Please don't link io9 for scientific articles -- their science journalism is generally subpar, often barely more than crudely summarizing abstracts in Nature or Science.
In this case they cite the wrong primary author -- attributing the work to Matt Wilson instead of Daniel Bendor. While Matt Wilson is the sponsoring author (ie providing the facilities and general supervision), this is Dr. Bendor's experiment and he is entirely uncredited here.
I don't think people are generally aware of how awful io9 is, or any of the other science news out there. Even worse is that most science news is pump-and-forget. I don't know how to fix that, or make more people aware in a useful way. Give me the paper or give me death!
It is widely accepted that hippocampal replay occurs during sleep and is an important part of memory consolidation.
It is not widely accepted that this activation is, or even leads to, the subjective experience that we call dreaming.
The article gets it right in the second paragraph, but most of the rest of the paper makes incorrect reference to dreams. Don't expect to program your dreams any time soon.
The actual result here is very interesting in its own right; it suggests that the consolidation process can be directed, and if the replay system plays the role in learning that many people suspect it does, then we might be able to focus our learning on particular experiences. The idea of learning something while you sleep by playing a tape might not be as ridiculous as I always thought it was.
This line, fairly early in the article, sounds like BS. If not BS, then it is poor writing, because it hand-waves over a huge chasm:
"Using correlative analysis, Wilson confirmed that the rats were dreaming of their maze navigating exploits from the day before."
They absolutely confirmed the rats were dreaming specifically of the mazes of the day before, by analyzing their neural activity? If so, that technology is FAR more interesting than merely controlling their dreams!
Maybe it's the rats who are experimenting on us, faking hippocampal replay responses to control the dreams of neuroscientist "researchers", making them run through cognitive mazes while drooling after the ephemeral crumbs of peer accolades and citation cred...
I would like to know more info about how they know what the rats are dreaming about. It sounded like they knew with a high degree of confidence that the rats were dreaming about something. I want to know they knew this.
One way I know this is possible, from prior research, is by implanting electrodes into the rat's hippocampi to detect activation in the place cells.
In a nutshell, place cells are cells in the hippocampus that are associated with particular regions of the environment (their 'place field'). They activate when the animal visits a place, thinks about a place or, critically, dreams about a place. The theory is that they're used by your hippocampus to tie together memories gathered in a particular place during memory consolidation, to help you recall details about a familiar environment, and to help build navigation maps of the environment (by linking place cells' fields together where their fields are close or overlap).
In one study I read a few years ago, neuroscientists implanted electrodes into a rat's brain and had them run the maze repeatedly, tracking where they were in the maze and what cells were activated. Later, when the rats were asleep, they recorded the activation again, and found that they activated in the same sequence that they did when the rats were actually in the maze. This strongly implies that they were dreaming about running the maze.
This study seems to be an extension of that where they showed they could direct the sleeping rats through the maze with 'turn left' and 'turn right' cues the rats learned while awake.
Edit: To be clear, the hypothesis that this replay happens because the rats are dreaming is pure speculation. My personal hunch is that's what's going on, but that's all it is: a hunch, an assumption. There's no way to be sure whether they are experiencing what we call 'dreaming'. All we know is that the place cells in the rats' hippocampi 'replays' the place cell activation in the same order that they activated while awake.
It's pretty widely accepted that during sleep, the hippocampus replays patterns of activation that were produced during the day. In this case, that means that the rats are essentially traversing the maze in their sleep.
However, this is _not_ dreaming. The neural replay activity is seen in humans and animals alike, but it doesn't correspond to the subjective experience of dreaming in humans, AFAIK.
In this case they cite the wrong primary author -- attributing the work to Matt Wilson instead of Daniel Bendor. While Matt Wilson is the sponsoring author (ie providing the facilities and general supervision), this is Dr. Bendor's experiment and he is entirely uncredited here.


» Work instructions
Return the listing below exactly as it stands. Pictures stay out.

# # # # #

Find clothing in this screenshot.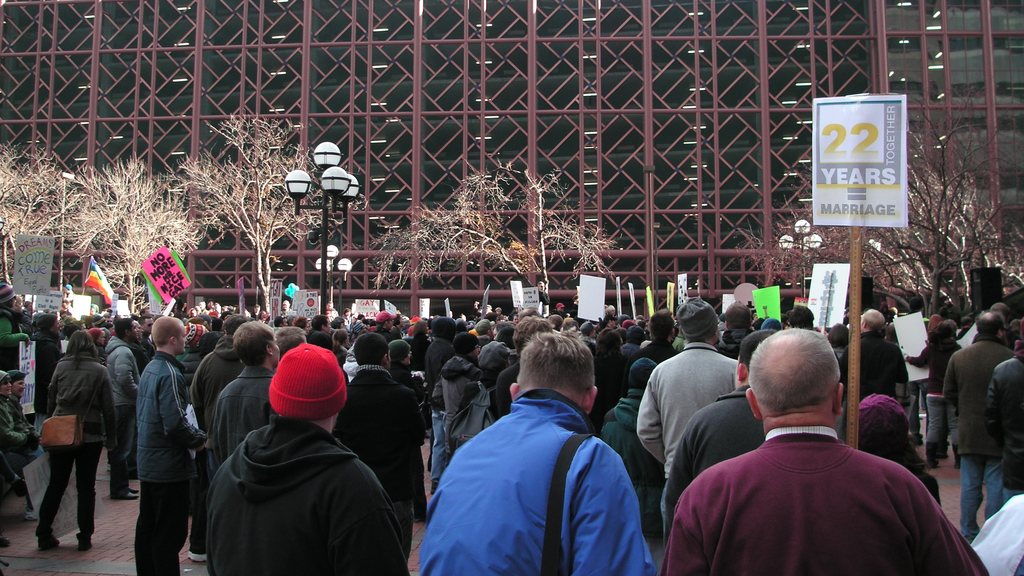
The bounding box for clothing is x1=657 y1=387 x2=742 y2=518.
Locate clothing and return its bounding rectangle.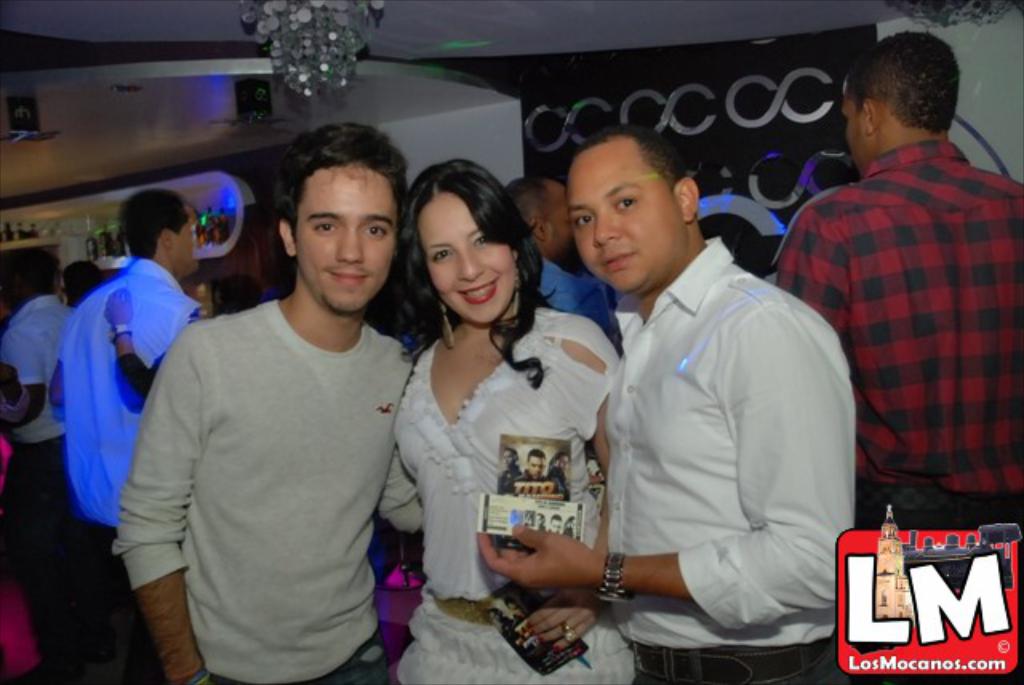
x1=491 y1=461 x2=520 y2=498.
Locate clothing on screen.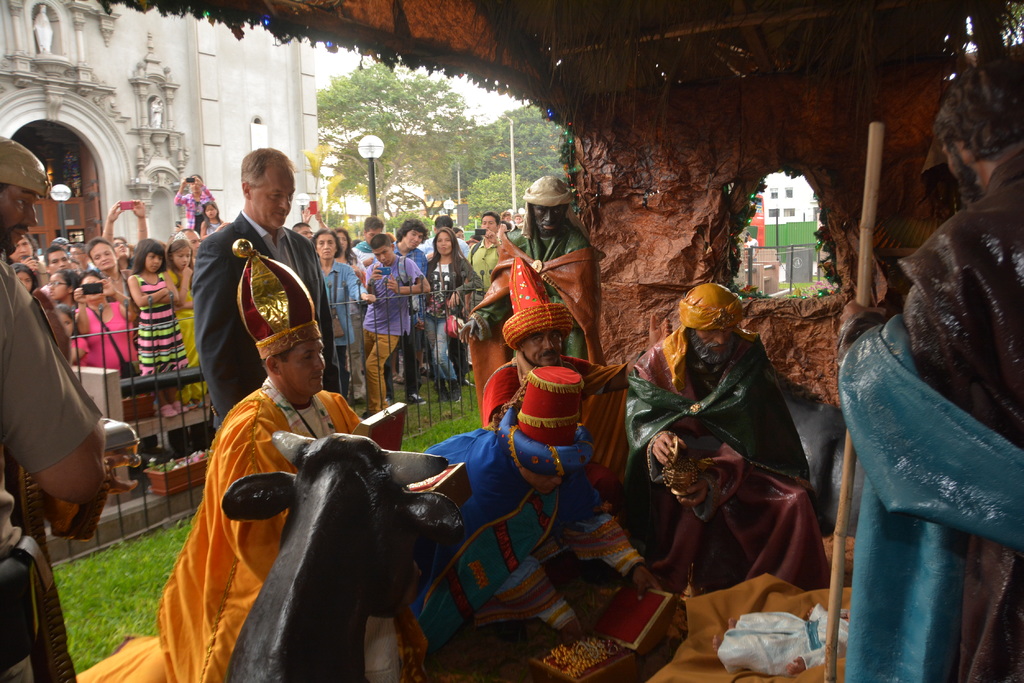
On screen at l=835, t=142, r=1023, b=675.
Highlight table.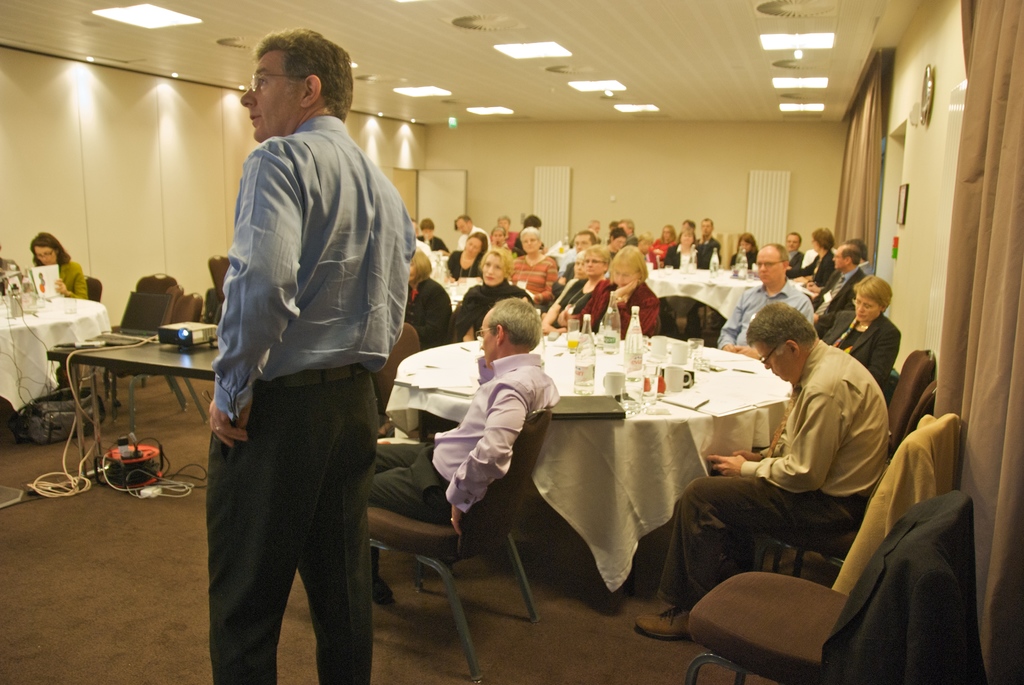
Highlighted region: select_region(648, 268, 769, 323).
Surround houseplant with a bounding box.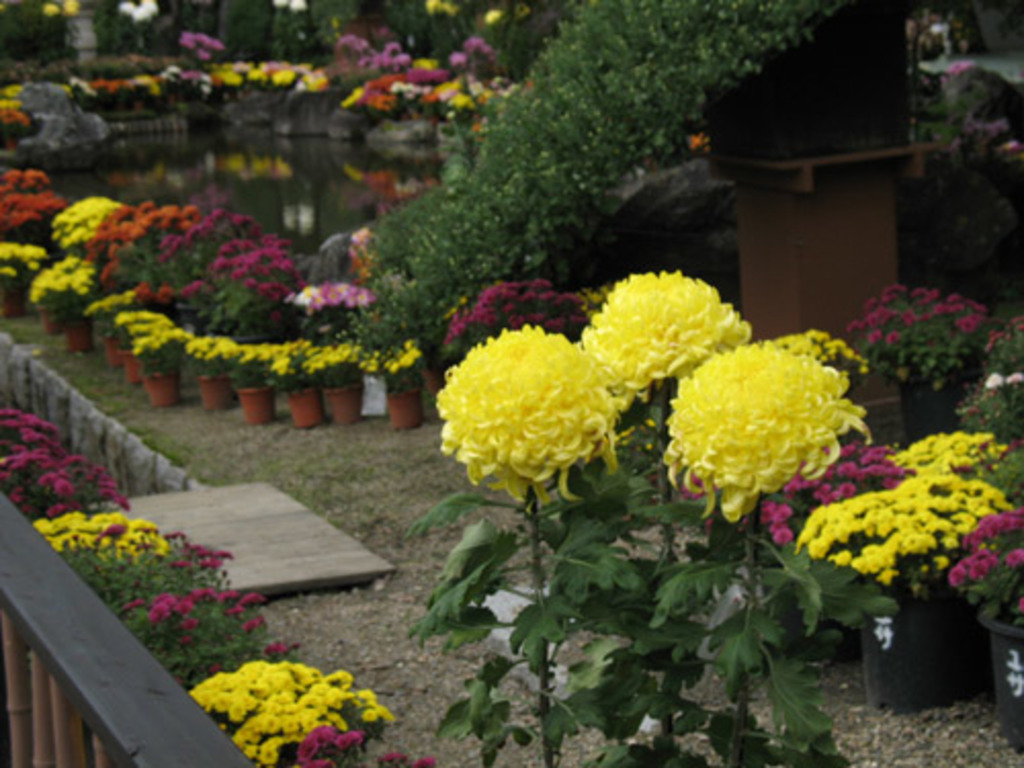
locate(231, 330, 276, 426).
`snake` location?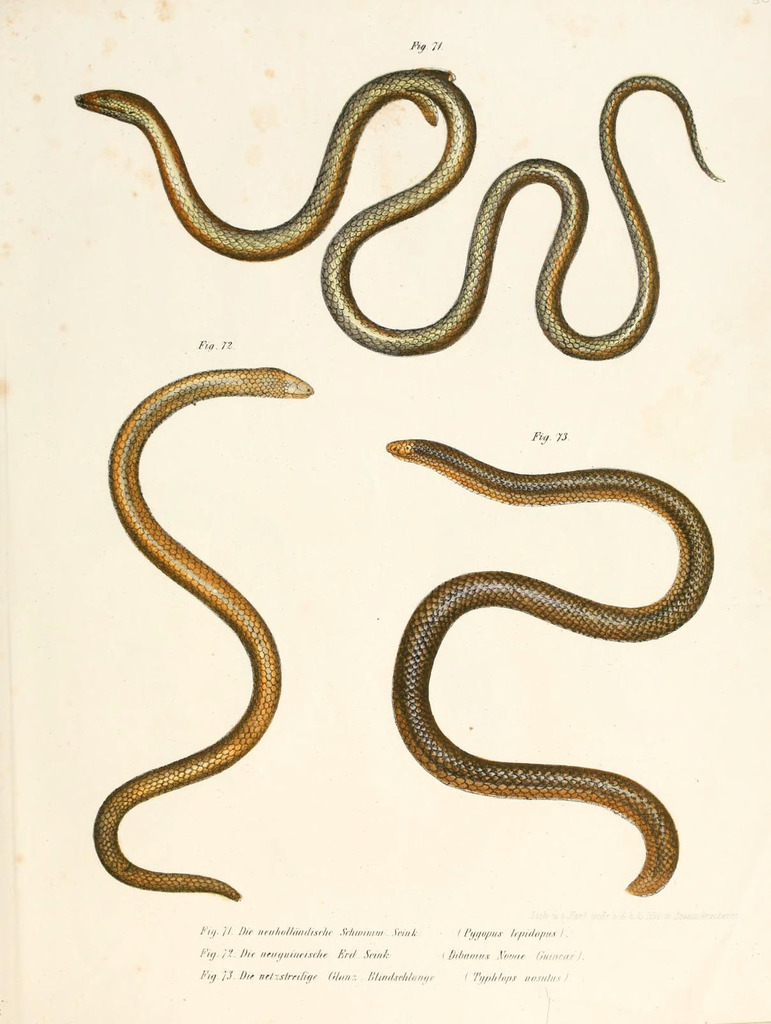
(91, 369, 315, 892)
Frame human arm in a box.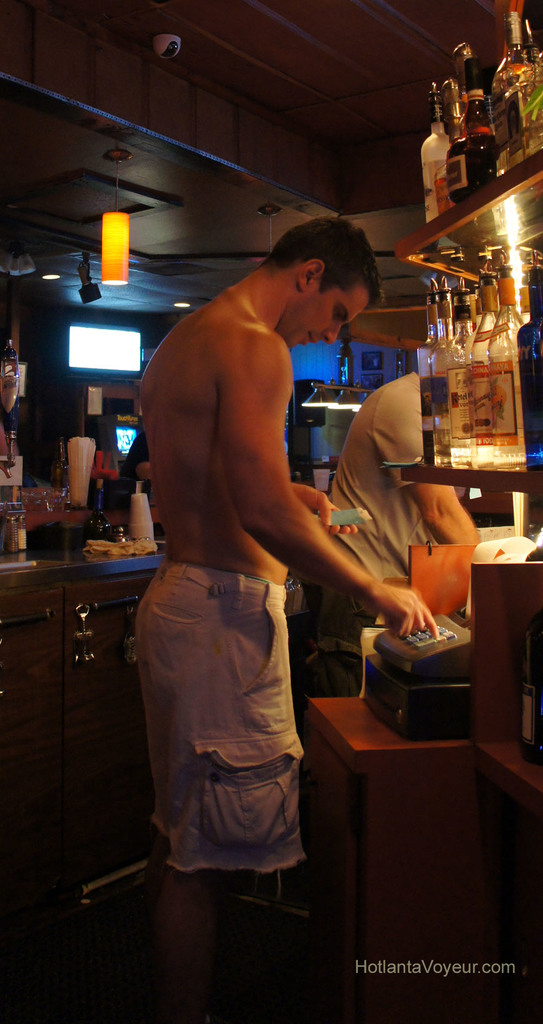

# # # # #

» Output of the exercise
Find clothing in this screenshot.
The bounding box for clothing is x1=657 y1=387 x2=742 y2=518.
Locate clothing and return its bounding rectangle.
x1=491 y1=461 x2=520 y2=498.
Locate clothing on screen.
On screen at l=835, t=142, r=1023, b=675.
Highlight table.
Highlighted region: select_region(648, 268, 769, 323).
Surround houseplant with a bounding box.
locate(231, 330, 276, 426).
`snake` location?
(91, 369, 315, 892)
Frame human arm in a box.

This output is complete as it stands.